By Cliff Clark
“Anticipation”, no I am not talking about the Carly Simon song, I'm talking about entering a trade early. The question is when should we anticipate and what exactly do we mean when we use the term.
I had one of the traders I work with ask me why can't we anticipate a pattern or strategy actually hitting. He understands how we anticipate an entry in the trading room where we might watch level 2 and jump in at the moment we think the pattern will hit but he wonders why we don't anticipate the pattern actually hitting before it happens.
The question is easily answered with a question. Do you really have a pattern before the pattern completes? I would argue no. If I am waiting for a three-bar play to form on TSLA and it's still two dollars from where the pattern completes the setup, I am really just gambling if I enter at that point. So I would say no, as pattern traders this is not a valid way to enter trades.
The only caveat I would add is that if you wanted to run a test of how you plan to take these anticipation entries and the data shows that you can make a profit doing it, then by all means take those entries. As for me, I will wait for my patterns to form and stay with what I know works in the long run. I'll leave the gambling to those in Vegas.
2 trades for me today with +1.5R total
1st Trade QCOM +2R
148.39/149.97 exit 143.25
12% gap down under pivot support and 50ma after a strong daily double top rejection,. I took it on a congestion breakdown with a fairly wide stop, leaving my 2R target 50c over its ATR, slow but consistent move down with great RW, hit my target on the penny before it bounced.
2nd Trade AQB -0.5R
9.40/9.70 exit 9.56
I rarely trade stocks under $10 and even more rarely short them. I liked this daily chart as it broke its uptrend channel and stayed under a strong 9.50 support line enough room to its daily 50ma. I entered after a pullback with a fairly wide stop but only 1/3 of its ATR used at the time. It failed to break down with the strong market open and stayed in a narrow range.
I actually broke my plan with this trade as I lowered my stop to a pivot where price made a big bounce earlier at 11am with a large seller sitting there. My thought was that if it breaks that level again then it will likely...
1 trade for (-1R)
I took a BD on QCOM. I was worried about the target being close to the daily range, so I took a tighter stop on the 2 min chart. I am looking through PTS right now, most of the examples have 2 options for where to put your stop. It looks to me like one of the stops would be at the bottom of the main consolidation area, and the other at the bottom of where there has been a shakeout or turnaround bar (if there has been one). Due to the daily range I took the tighter one on this. In hindsight it seems obvious to take the wider stop, but in the moment it looked ok.
I was then looking at the 15 min 3BP on QCOM, but the reason I used a tighter stop in the first place was because of the range. The 15 min 3BP would have needed to have gone even further than the wider stop on the 2 min BD, so I didn't take it.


Work to complete: Please retype the entries below exactly, only from their first line through the line containing "Task: Click on the summary: shop", leaving every picture out.

Top of Data records

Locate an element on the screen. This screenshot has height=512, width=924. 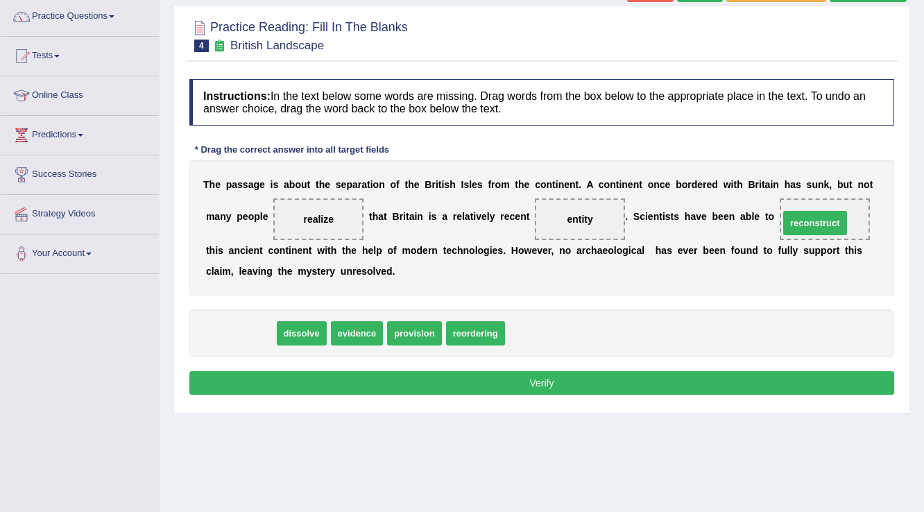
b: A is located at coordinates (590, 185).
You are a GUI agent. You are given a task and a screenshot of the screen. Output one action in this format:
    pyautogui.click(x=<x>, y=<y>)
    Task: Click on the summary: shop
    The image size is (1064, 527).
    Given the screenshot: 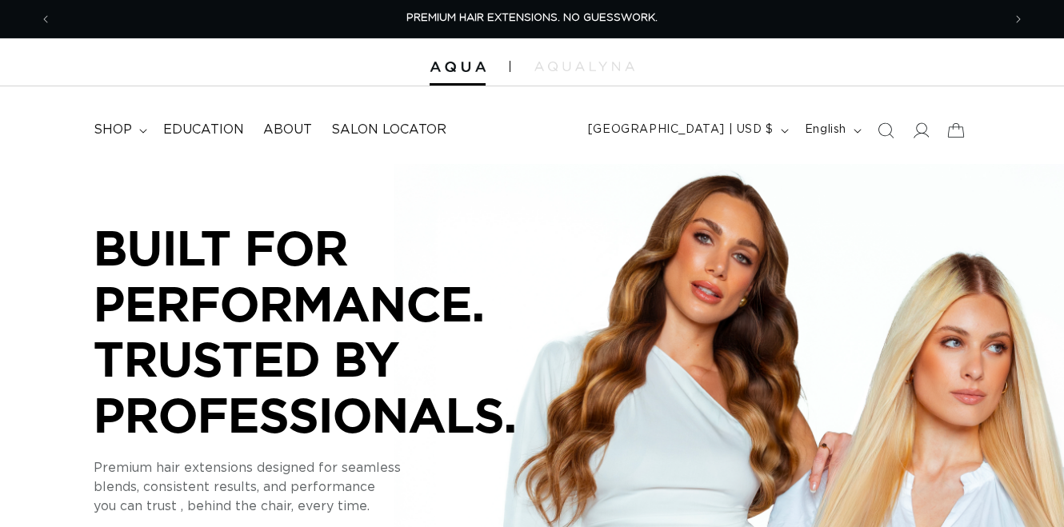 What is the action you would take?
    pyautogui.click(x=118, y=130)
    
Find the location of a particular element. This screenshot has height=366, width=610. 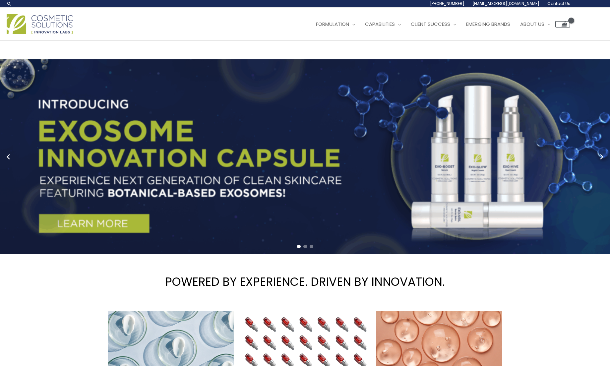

Bottom of Data records

Reply to the task:
Locate an element on the screen. This screenshot has height=512, width=924. 
b: A is located at coordinates (590, 185).
You are a GUI agent. You are given a task and a screenshot of the screen. Output one action in this format:
    pyautogui.click(x=<x>, y=<y>)
    Task: Click on the summary: shop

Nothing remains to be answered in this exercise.